Beginning with an examination of activist and whistle-blower Chelsea Manning, Nestor lays bare how the brutal treatment of a transgender inmate is symptomatic of the widespread violence of the US justice system. Nestor interviews the artist Alicia Neal, commissioned by the Chelsea Manning Support Network to paint Manning’s rightful portrait as a transgender woman. What follows is an ethically complex journey in attempting to create a portrait of Manning that is true to her real likeness without having access to her. It calls into question the political implications of what it means to create a portrait, and how misrepresentative portrayals of prisoners reveal anew the injustice of incarceration.

Head and shoulders portrait of woman with blonde hair
Alicia Neal, How Chelsea Manning Sees Herself, 2014. Courtesy: the artist 

Another project, Prison Landscapes (2012) by Alyse Emdur, documents the freedom-evoking backdrops, such as tropical beaches and waterfalls, which prisoners are allowed to pose in front of for photographs when family and friends visit.

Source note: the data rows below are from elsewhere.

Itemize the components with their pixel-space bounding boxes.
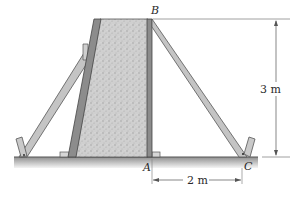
point-b-label: B xyxy=(150,4,159,17)
formwork-diagram: 3 m 2 m B A C xyxy=(0,0,304,198)
point-c-label: C xyxy=(244,160,253,173)
right-form-panel xyxy=(147,19,152,157)
dimension-height: 3 m xyxy=(153,19,294,157)
height-dimension-label: 3 m xyxy=(260,83,281,96)
point-a-label: A xyxy=(142,161,151,174)
horizontal-dimension-label: 2 m xyxy=(187,174,208,187)
ground xyxy=(14,157,258,168)
right-strut-bc xyxy=(152,19,247,157)
left-foot-block xyxy=(60,152,69,157)
right-stake xyxy=(242,137,255,157)
right-foot-block xyxy=(152,152,160,157)
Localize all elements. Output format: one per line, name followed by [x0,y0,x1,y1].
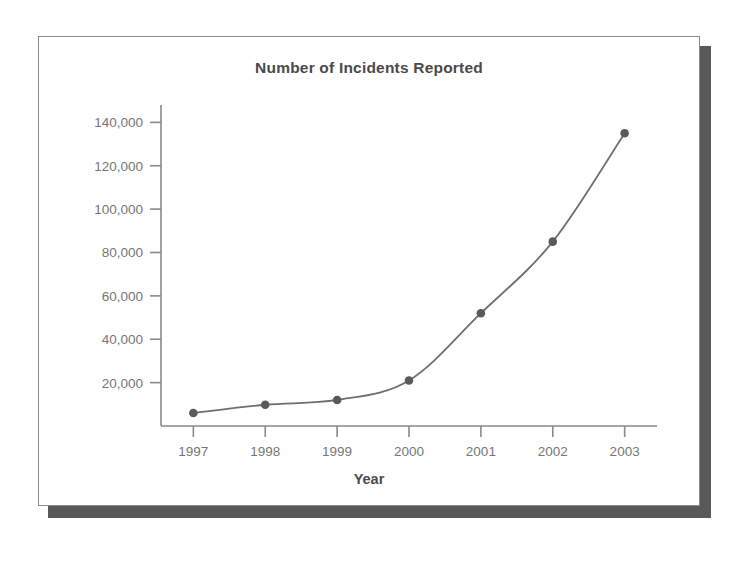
y-axis-tick-label: 80,000 [102,245,143,260]
data-point-marker [261,400,270,409]
x-axis-title: Year [39,471,699,487]
chart-panel: Number of Incidents Reported 20,00040,00… [38,36,700,506]
y-axis-tick-label: 100,000 [94,202,143,217]
x-axis-tick-label: 2001 [466,444,496,459]
data-point-marker [477,309,486,318]
y-axis-tick-label: 60,000 [102,288,143,303]
y-axis-tick-label: 120,000 [94,158,143,173]
x-axis-tick-label: 1999 [322,444,352,459]
screenshot-canvas: Number of Incidents Reported 20,00040,00… [0,0,747,569]
y-axis-tick-label: 140,000 [94,115,143,130]
y-axis-ticks [150,122,161,382]
series-line [193,133,624,413]
x-axis-tick-label: 2003 [610,444,640,459]
y-axis-tick-label: 20,000 [102,375,143,390]
y-axis-tick-label: 40,000 [102,332,143,347]
line-chart-svg [39,37,701,507]
data-point-marker [333,396,342,405]
series-markers [189,129,629,417]
plot-area: 20,00040,00060,00080,000100,000120,00014… [39,37,701,507]
x-axis-ticks [193,426,624,437]
data-point-marker [620,129,629,138]
data-point-marker [405,376,414,385]
x-axis-tick-label: 2002 [538,444,568,459]
x-axis-tick-label: 1998 [250,444,280,459]
x-axis-tick-label: 1997 [178,444,208,459]
x-axis-tick-label: 2000 [394,444,424,459]
data-point-marker [189,409,198,418]
data-point-marker [548,237,557,246]
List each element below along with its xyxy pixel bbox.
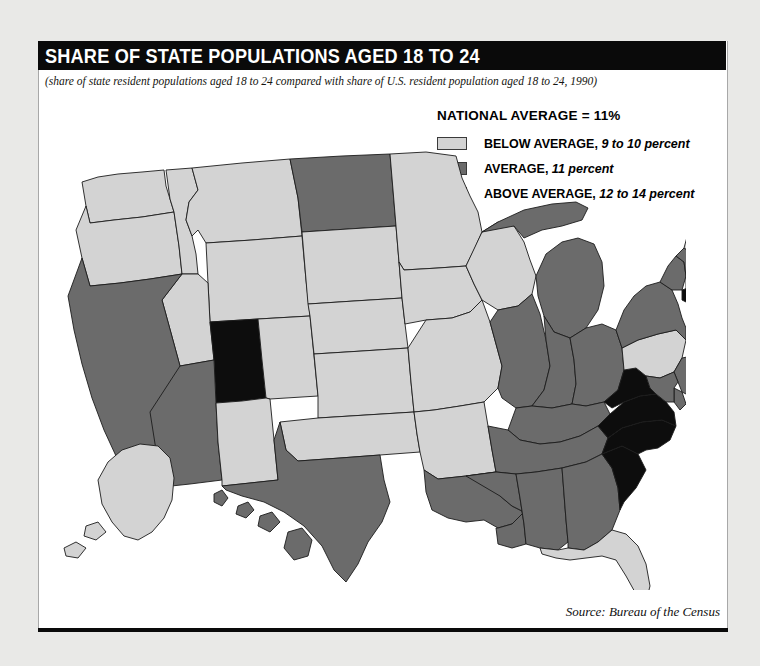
bottom-rule	[38, 628, 728, 632]
infographic-page: SHARE OF STATE POPULATIONS AGED 18 TO 24…	[0, 0, 760, 666]
map-svg	[46, 150, 686, 590]
legend-swatch-below	[437, 137, 467, 150]
state-WY	[206, 236, 310, 322]
state-AK	[64, 444, 174, 558]
state-OK	[280, 412, 420, 461]
state-SD	[302, 226, 402, 304]
state-MN	[390, 152, 482, 270]
legend-heading: NATIONAL AVERAGE = 11%	[437, 108, 697, 123]
us-choropleth-map	[46, 150, 686, 590]
state-MT	[186, 159, 302, 243]
legend-label-below: BELOW AVERAGE, 9 to 10 percent	[484, 137, 690, 151]
subtitle: (share of state resident populations age…	[45, 75, 705, 87]
state-UT	[210, 319, 266, 403]
state-NM	[216, 398, 278, 486]
state-ND	[290, 154, 396, 232]
page-title: SHARE OF STATE POPULATIONS AGED 18 TO 24	[45, 45, 480, 68]
state-CO	[258, 316, 318, 399]
title-bar: SHARE OF STATE POPULATIONS AGED 18 TO 24	[38, 41, 726, 70]
state-KS	[314, 348, 414, 418]
state-NE	[308, 298, 408, 354]
state-AR	[414, 402, 496, 479]
state-IL	[490, 294, 550, 408]
source-note: Source: Bureau of the Census	[38, 604, 720, 620]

Inspired by her conversation with Emdur, Nestor is optimistic about the project’s role in giving prisoners visibility on their own terms but also wonders if it perpetuates ‘yearning or a false sense of hope’.

Painting of landscape with gates placed in sterile prison environment
Alyse Emdur, State Correctional Institution - Graterford, Pennsylvania, 2012. Courtesy: the artist

As the writer negotiates this complex moral terrain with sensitivity, asserting her understanding ‘of the fine line between “research” and voyeurism’, she implicates the reader in this very act of looking. The consequences of such representations, she suggests, should not only be the concern of artists but of all those who engage in sensationalist penal spectatorship, such as true crime dramas. Nestor makes the case for those who are rendered invisible by a system that discriminates against signifiers such as class, race and gender conformity. ‘Criminality’, she writes, ‘is the result of structural and economic oppression.’

The foreword – written by Jackie Wang, author of Carceral Capitalism (2018) – lays the foundations for a book that pays attention to the power dynamics controlling not only who of the incarcerated are seen, but how. Nestor’s research is driven by a stringent moral and ethical obligation to represent justly those who lack, and are denied, any agency to represent themselves – or to question and examine the attempts of others.

The book asks readers to sit with this question: is it possible to portray incarcerated people ethically? We might be able to say yes, but only when it’s on their terms. There are no simple answers; Ethical Portraits broadens our understanding of the implications of how those on the ‘outside’ look at those who are incarcerated, and from what purview.

Main image: Alyse Emdur, State Correctional Institution - Graterford, Pennsylvania, 2012. Courtesy: the artist

Gwen Burlington is an Irish writer based in London. Her work focuses on contemporary culture, social movements, and the interplay between fine art and literature.